One day I was given a writing prompt: tell about a person you’ve known, someone you’d describe as simple. Well, the simplest person I ever knew was my birth mother, Mom Vance. She was about as simple as they come.
Mom’s stepmom Maggie told me Mom was born “simple,” as far as she knew. I suspect that circa 1923 a number of babies were damaged at birth by various factors not controllable in the days of home deliveries, without x-rays or antibiotics. A difficult labor, a baby deprived of oxygen at birth, or an infantile infection resulting in days of high fever. The brain was damaged and the child was classed as slow, simple, or addle-pated.
And part of the problem was that Mom got her head stuck inside a cream can when she was nine years old. The family says she was already blue when they got her unstuck, so that oxygen deprivation likely did yet more damage.
Mom was friendly enough to people she knew, but not the cheerful, everybody’s-friend like a Down’s syndrome child. More like someone half asleep. Sometimes we say of such a person: “The lights are on but nobody’s home.”
I nodded when I read in Oliver Twist that “Mr Bumble struck Oliver with his cane; once on the back to make him lively and once on the head to make him wise.” Yeah; that was the policy and it probably made some normal children “simple.” One woman talked of how her father would knock the kids’ heads together and she’d see stars. It wasn’t because all folks back then were so cruel, but in that society nobody seemed to know any other way to raise children.
So I feel Mom’s upbringing was a contributing factor to her mental state. When I was young the old folks held to the concept that if a child was slow, a good whack on the head would straighten things out “upstairs.” And being slow, Mom got more than her share of whacks on the head — with frying pans even, I’m told. In one instance Mom’s father blew up and beat her over the head repeatedly with a chunk of wood until his brother intervened.
My Dad F, incensed at me over some density on my part, would often say, “You don’t have the brains you were born with!” Well, Mom V literally didn’t have the brains she was born with — or the emotions, either — because they’d been beaten out of her. Today we’ve tumbled into the ditch on the other side, where parents hardly dare discipline their children, but these former excesses have been cited to support the current position.
Mom did have a kind heart and was generous — too much so at times. She’d let any pal call from her phone — and run up huge phone bills. Anyone could crash at her house. But if she got mad, you had to watch for flying objects. My sister Donna claims she’s dodged a few knives hurled by Mom.
Because of her damaged brain, she couldn’t keep any facts straight. When Donna was expecting her third baby, Mom V told me one day, “The doctor says Donna might be having twins. She wasn’t very happy about that.” Her next remark threw me for a loop. “They say I had twins once, but I can’t remember.”
“Who said you had twins once?”
“Maggie (her stepmother) and them,” Mom replied in her usual vague way. Everything she said was vague. I overheard her trying to explain to someone who I was and she simply couldn’t. I was “that girl.” So Mom wasn’t capable of tact, sense, or the deviousness the rest of us are. As one of my sisters said, “A couple of beer and she was drunk enough to do anything.”
Mom’s schooling ended at Grade Three. My sister and I guessed Mom to be at a nine-year-old’s level, but really, a nine-year-old would be much more capable and careful if made responsible for the care of young children. It was her irresponsibility when I was a three-month-old baby that led to me catching pneumonia and ending up being raised by my uncle & aunt. (I refer to them as Mom & Dad F and call them my “real parents.”)
I must give my Dad V some credit here. He didn’t have much education or smarts, never had a driver’s license, but he was a hard worker. I’m not sure if all my siblings would have survived if he hadn’t been around at least part of the time to keep an eye on things. He really did love his kids and never forgave my uncle for taking me away and keeping me.
It wasn’t till I was older, started meeting other relatives and learning the family story that I discovered what kind of upbringing Mom had and why she was the way she was. But simple she was.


**Task requirements**
State how many lines in the entries below include the string "Products", and give nothing beyond that number.

**Given data**
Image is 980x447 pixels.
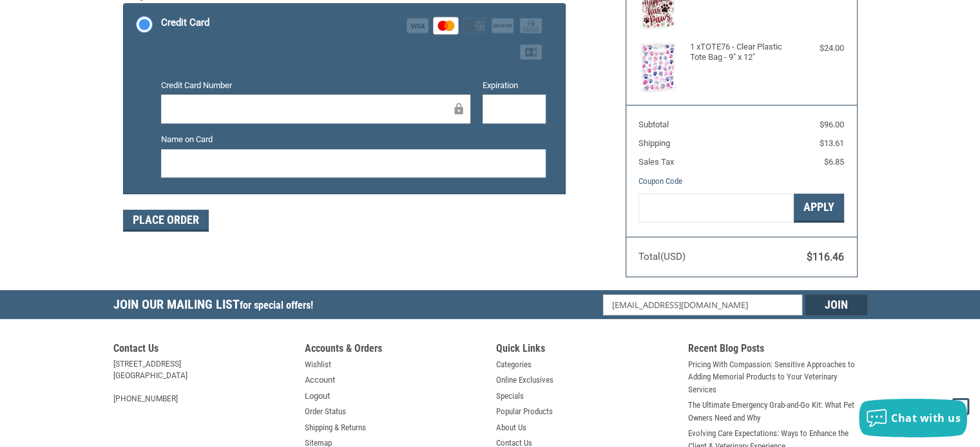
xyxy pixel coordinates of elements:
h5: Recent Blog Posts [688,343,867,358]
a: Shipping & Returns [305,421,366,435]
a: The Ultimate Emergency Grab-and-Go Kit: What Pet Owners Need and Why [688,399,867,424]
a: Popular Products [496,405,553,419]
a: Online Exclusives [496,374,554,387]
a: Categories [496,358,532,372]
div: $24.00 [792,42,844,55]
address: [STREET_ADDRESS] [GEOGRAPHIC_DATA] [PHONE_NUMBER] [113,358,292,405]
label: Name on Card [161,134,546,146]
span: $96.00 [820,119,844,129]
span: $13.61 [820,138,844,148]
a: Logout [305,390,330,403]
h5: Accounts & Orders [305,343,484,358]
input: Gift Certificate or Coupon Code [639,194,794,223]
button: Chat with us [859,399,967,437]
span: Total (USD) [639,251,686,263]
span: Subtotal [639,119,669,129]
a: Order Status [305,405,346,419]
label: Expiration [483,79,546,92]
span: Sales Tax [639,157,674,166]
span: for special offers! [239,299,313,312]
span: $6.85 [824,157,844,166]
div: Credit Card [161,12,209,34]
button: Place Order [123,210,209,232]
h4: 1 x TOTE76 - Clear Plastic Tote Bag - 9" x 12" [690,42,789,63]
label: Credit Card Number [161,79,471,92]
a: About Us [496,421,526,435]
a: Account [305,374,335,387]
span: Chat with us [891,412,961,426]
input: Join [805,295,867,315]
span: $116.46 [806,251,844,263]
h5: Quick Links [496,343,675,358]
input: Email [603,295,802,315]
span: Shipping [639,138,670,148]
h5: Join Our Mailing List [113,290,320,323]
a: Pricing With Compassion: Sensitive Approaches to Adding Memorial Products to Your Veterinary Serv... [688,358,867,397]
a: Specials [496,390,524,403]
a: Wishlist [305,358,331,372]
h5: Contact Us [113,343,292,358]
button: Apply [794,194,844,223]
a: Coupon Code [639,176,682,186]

**Answer to this problem**
2